A Practical Framework for Successful Product Offshoring

Yesterday I had an intense meeting with a former colleague (now a friend) who is wrestling with a product offshoring failure. Unfortunately, when it comes to offshore product development, nobody talks about their failures publicly. It results in the informal knowledge staying in the heads of a few people. This hurts everybody (see point #4 in 5 Reasons Why R&D Offshoring is Maturing So Slowly).

Despite my desire to see a more public discussion of failures, I am not going to betray my friend’s confidence. Yet I feel that we need to move the process forward. So I will share what I think is the minimal framework for success. It’s something that has evolved over the years. It’s best applied at the start of a product offshoring initiative, although it can also be used to devise a curative cycle. There are five dimensions to consider…

1. Work Partitioning. There are many ways to partition work in a distributed product team. It can be done on the basis of process steps, architecture boundaries or competency pools. Having explicit work partitioning is better than the ad-hoc approach. But the goal has to be to pick the best work partitioning approach on the basis of the product’s business success. Very few teams are able to do this. They get sidetracked into choosing the “easiest” option (i.e. most pain free for US/home team, or quick start for India team). This sows the seeds of failure or a middling success.

2. Roles and responsibilities. Alignment between responsibility, authority and accountability is the hallmark of any good organization. Getting this right is even more important in a distributed organization. But it’s not easy to do this right unless the work partitioning model is explicit and aligned with business objectives. Problems are easy to spot. If unaddressed, they will show up as complaints of micro-management by the India team. The US side often sees the same problem as a lack of accountability within the India team.

3. Team Experience profile. If the team is under-qualified, it will not deliver. If it’s over-qualified, people will be under-challenged and will leave (in a tight employment market). So getting the right profile of people (by roles) is critically important. In my view, this is the hardest success dimension to address for the leadership team in India. This is where capability building, career management, employer-of-choice branding programs become necessary. If these don’t exist, the solution space shrinks considerably.

4. Project management. There is the resource management school and the risk management school of project management. What’s relevant here is the risk management approach. Getting the two sides to engage in frequent ongoing conversations about future risks and their resolution is more important than just status tracking or change control. This means that a modified PMM model is needed on both sides.

5 Management styles of interface-pairs. Let me explain what this means. In a distributed product team, there are only a few interface-pairs – these are managers across locations – that need to collaborate closely to get the product out. They can be peers or in a reporting relationship. If these interface-pairs are able to work well with each other, then their organizations also work well with each other. In effect, they create the organizational climate for collaboration. There is a lot that goes on at the interface-pair boundary often filtered through the lens of cultural, geography, and economic differences. To make this work well, good situational leadership skills are essential. In my experience, this often requires coaching on both sides.

Mind you, these dimensions may appear simple but they are not. Their implementation requires a commitment to change on both sides. Building this commitment (around the success framework) is simple when there is only one product involved (say, in a startup doing product offshoring). It’s a more involved process, often requiring a workshop when a number of products are involved (as is the case in a large company setting).

In VERITAS we had carefully turned this framework into a self-assessment tool that was prescriptive about which dimensions to focus on without being directive about the specifics. The teams were encouraged to track their scores on a kiviat (radar) chart. Rather than compare teams with each other, the focus was to encourage them to improve their own scores over time. Seen in this way, the success framework as an antidote to muddling through.

Although, there was a high correlation between the scores and the perceived success of product offshoring, two caveats are in order. First, this minimal framework doesn’t address the dynamic associated with the rapidly evolving talent/employment market in India. For an employer to compete in this market, one has to go beyond this success formula. This is another topic by itself. Secondly, this framework is set in the context of a captive R&D offshoring center. Non-captives require a slightly different treatment.

If you have been part of R&D offshoring, please jump in (anonymously, if you like) and share your learning’s.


How to complete this task> After locating the line with "Identify the location of i: close." below, output it and each following line exactly, stopping after the line with "The width and height of the screenshot is (472, 209).". No pictures.

The input>
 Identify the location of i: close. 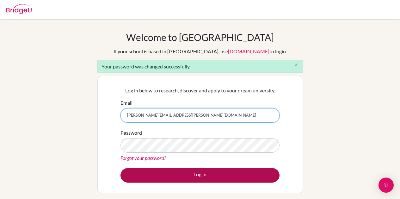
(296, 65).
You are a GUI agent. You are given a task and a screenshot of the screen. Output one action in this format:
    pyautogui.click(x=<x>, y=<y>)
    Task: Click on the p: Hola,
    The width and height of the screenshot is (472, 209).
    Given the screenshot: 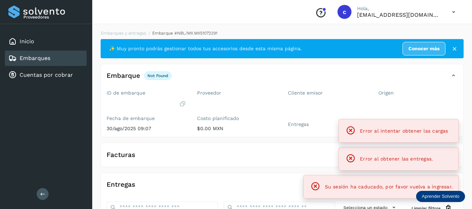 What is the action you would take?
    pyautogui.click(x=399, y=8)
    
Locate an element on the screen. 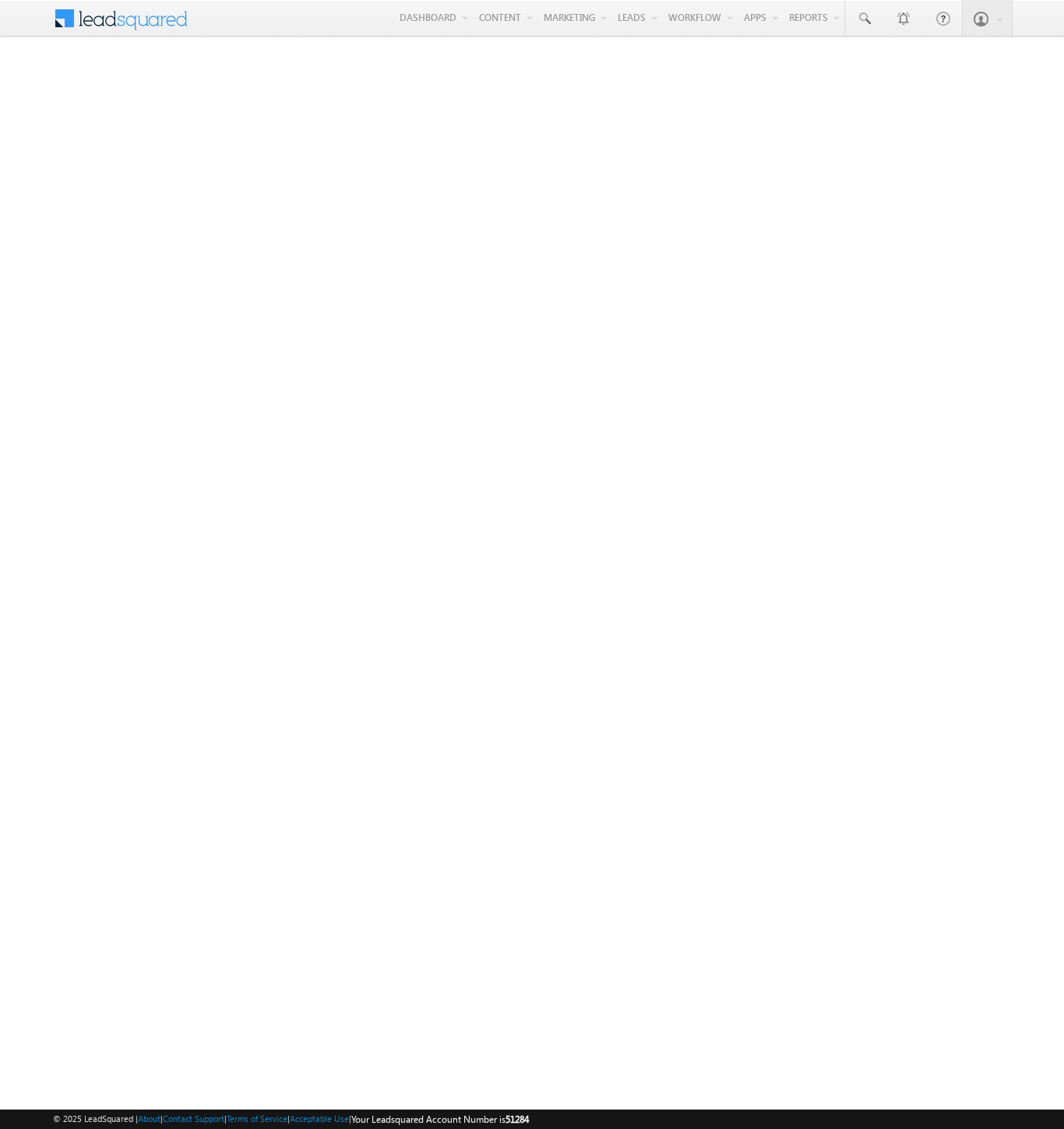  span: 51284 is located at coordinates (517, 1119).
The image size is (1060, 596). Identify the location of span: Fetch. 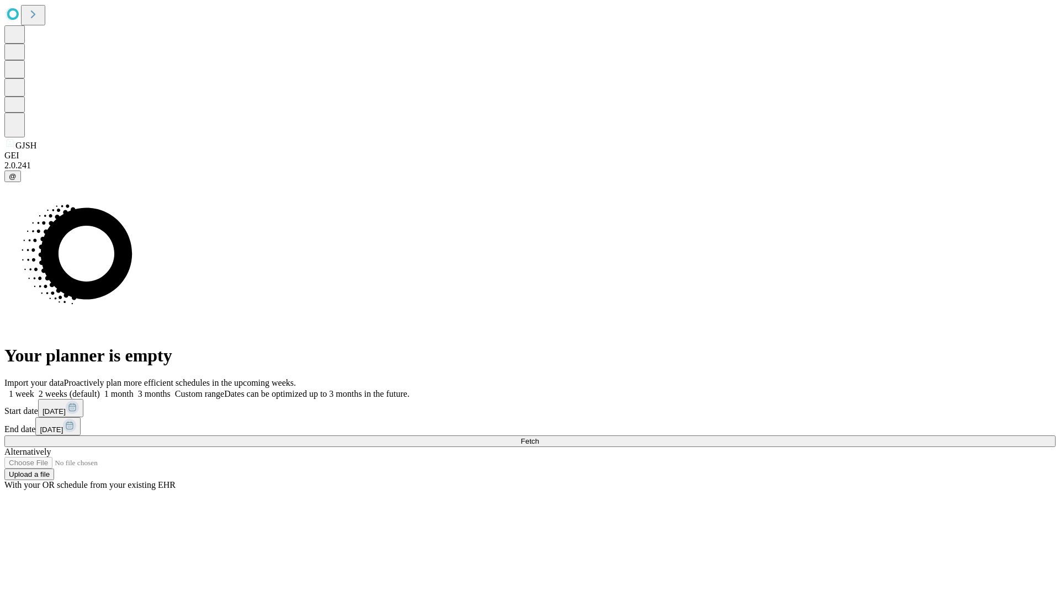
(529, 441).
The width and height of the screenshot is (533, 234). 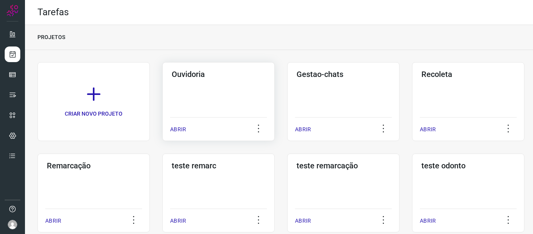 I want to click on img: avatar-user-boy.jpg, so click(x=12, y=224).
==
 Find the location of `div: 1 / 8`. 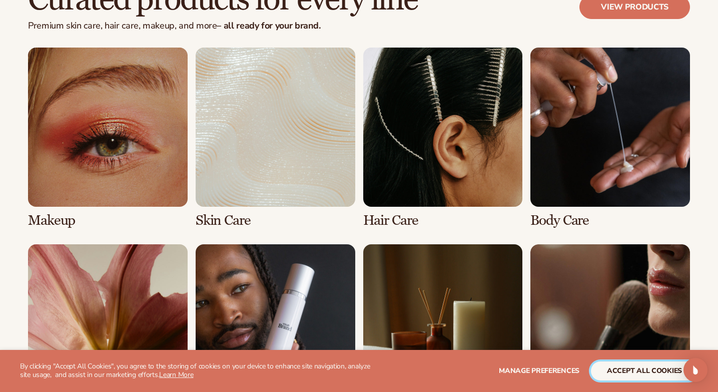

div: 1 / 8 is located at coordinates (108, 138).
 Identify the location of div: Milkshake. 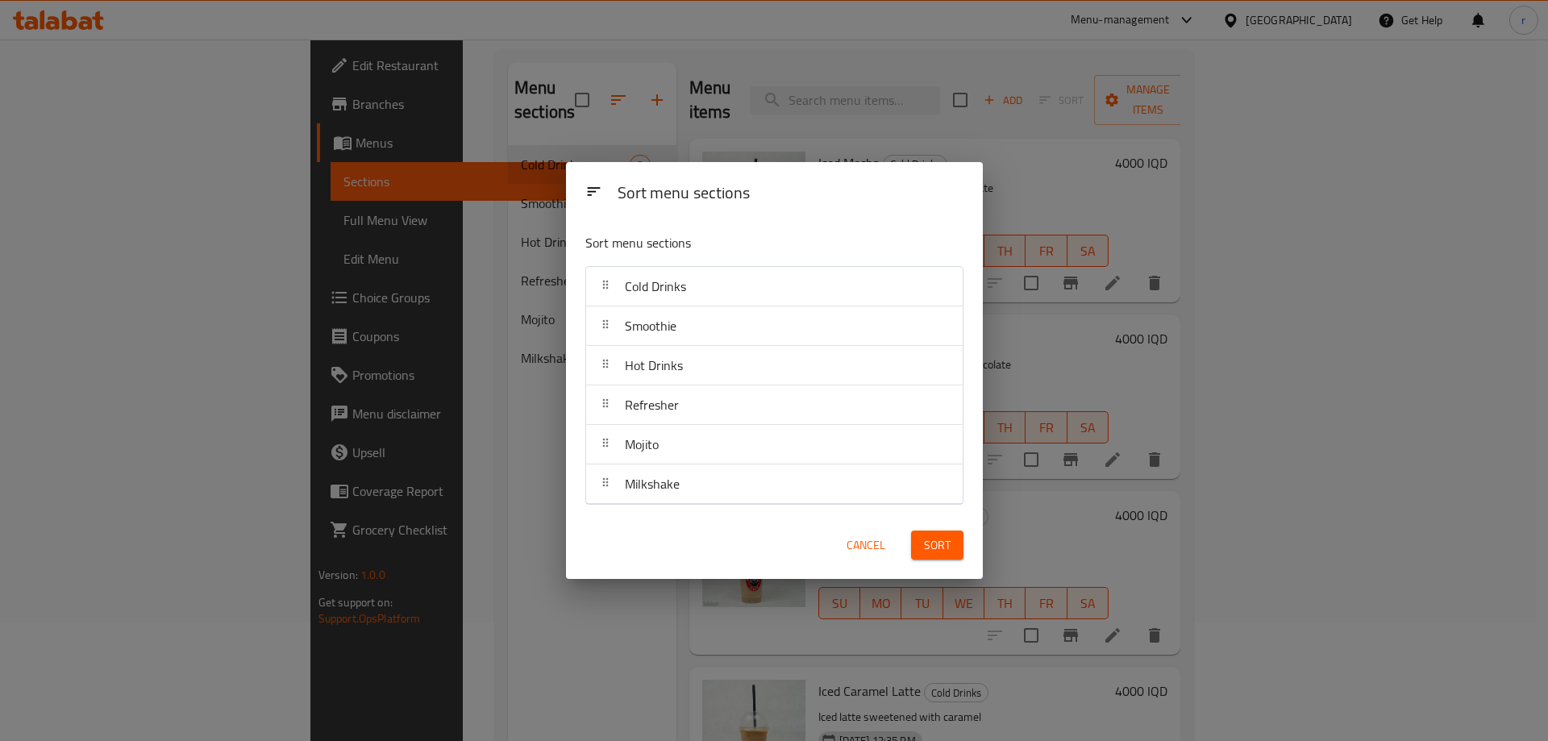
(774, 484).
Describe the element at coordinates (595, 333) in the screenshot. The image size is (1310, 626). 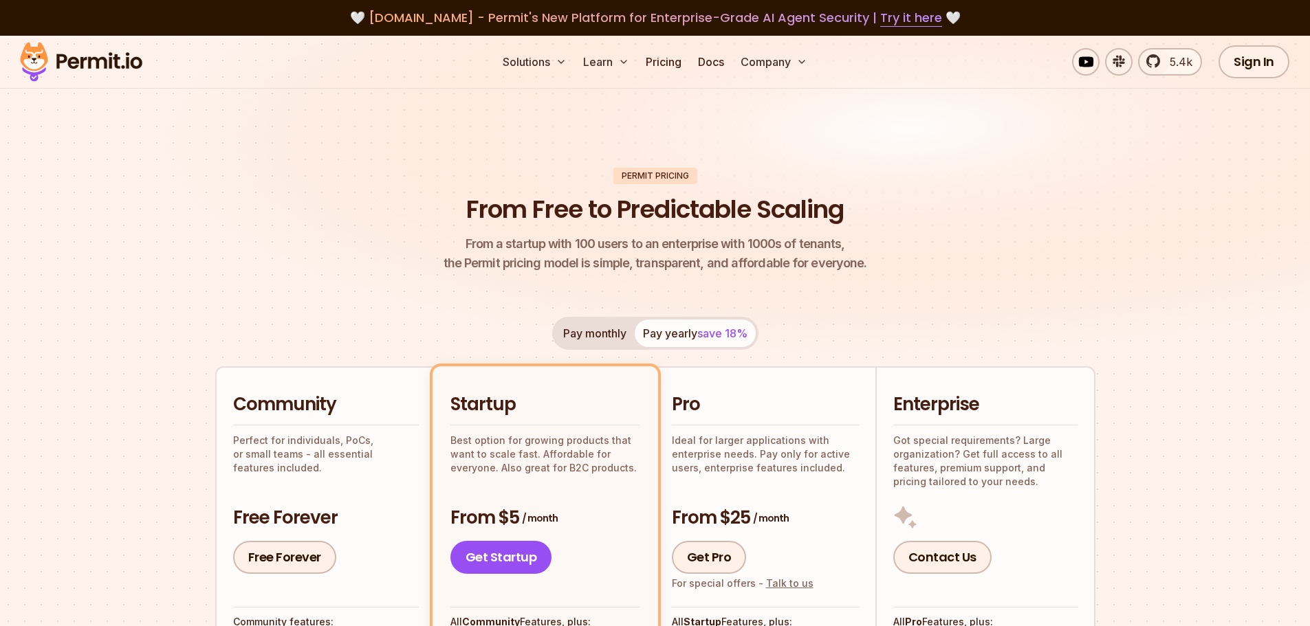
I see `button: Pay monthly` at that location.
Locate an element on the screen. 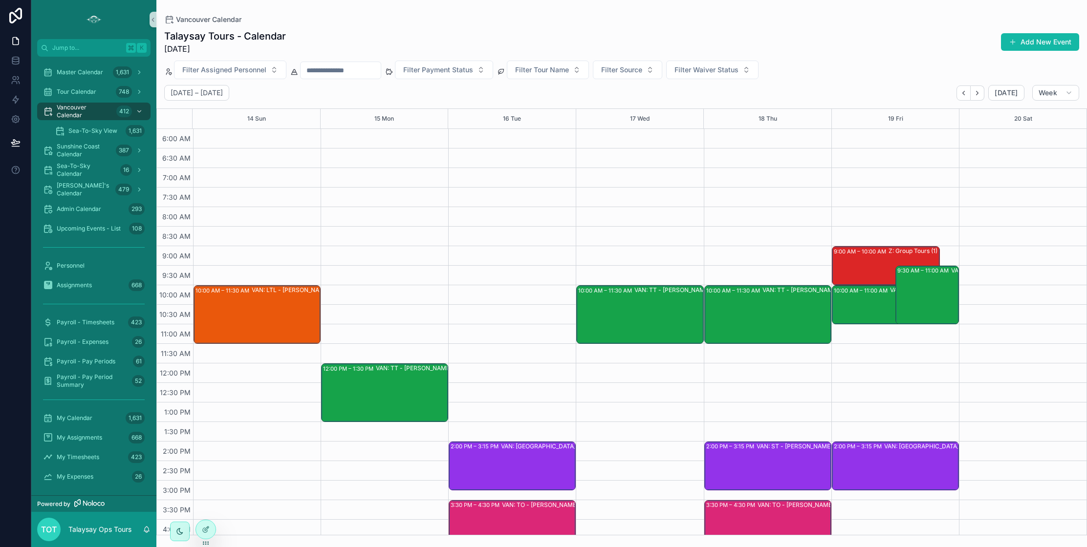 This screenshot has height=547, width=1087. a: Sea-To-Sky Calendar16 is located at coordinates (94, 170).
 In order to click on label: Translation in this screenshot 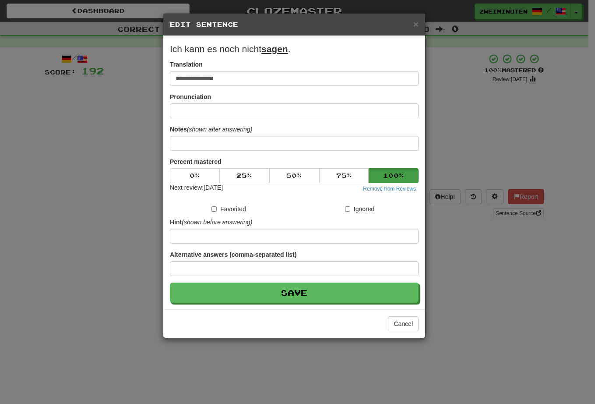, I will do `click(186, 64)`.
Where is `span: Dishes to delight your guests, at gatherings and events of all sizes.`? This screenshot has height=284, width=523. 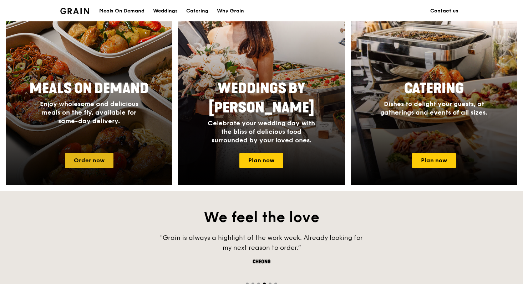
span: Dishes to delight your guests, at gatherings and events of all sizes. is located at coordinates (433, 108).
...
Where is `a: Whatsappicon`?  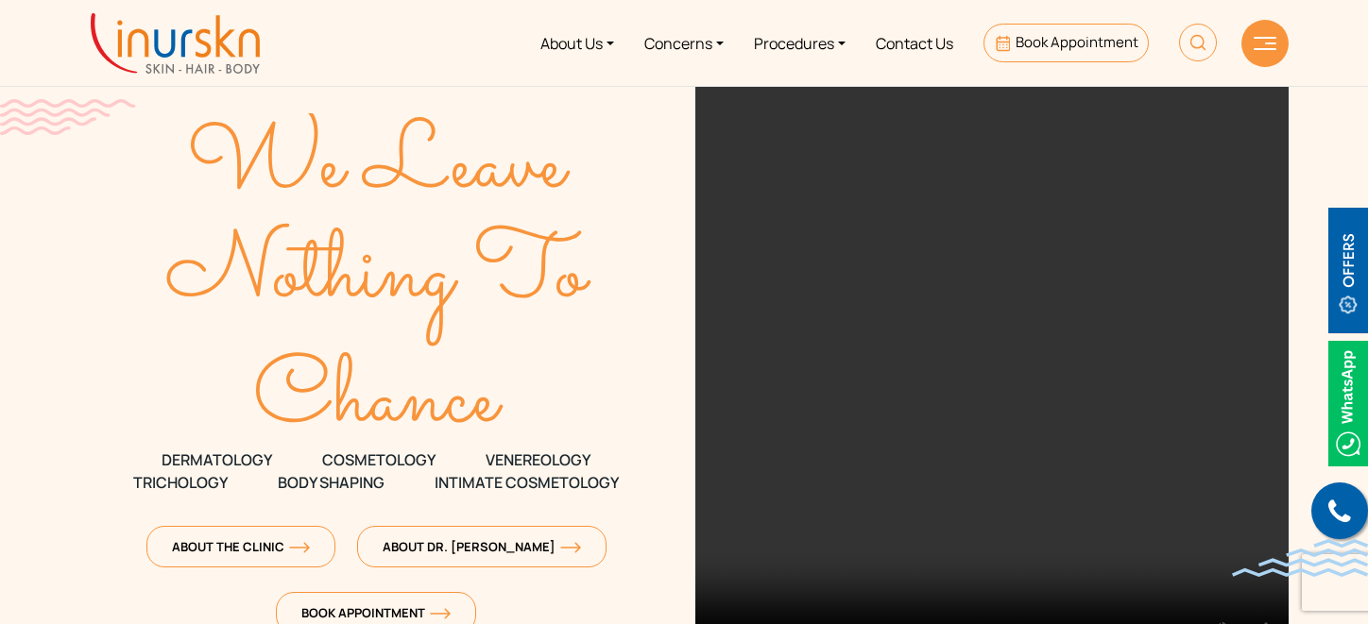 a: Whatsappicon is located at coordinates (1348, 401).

Exercise result>
 Identify the location of i: close. 
(296, 65).
You are a GUI agent. You are given a task and a screenshot of the screen. Output one action in this format:
    pyautogui.click(x=<x>, y=<y>)
    Task: Click on the p: Hola,
    The width and height of the screenshot is (472, 209).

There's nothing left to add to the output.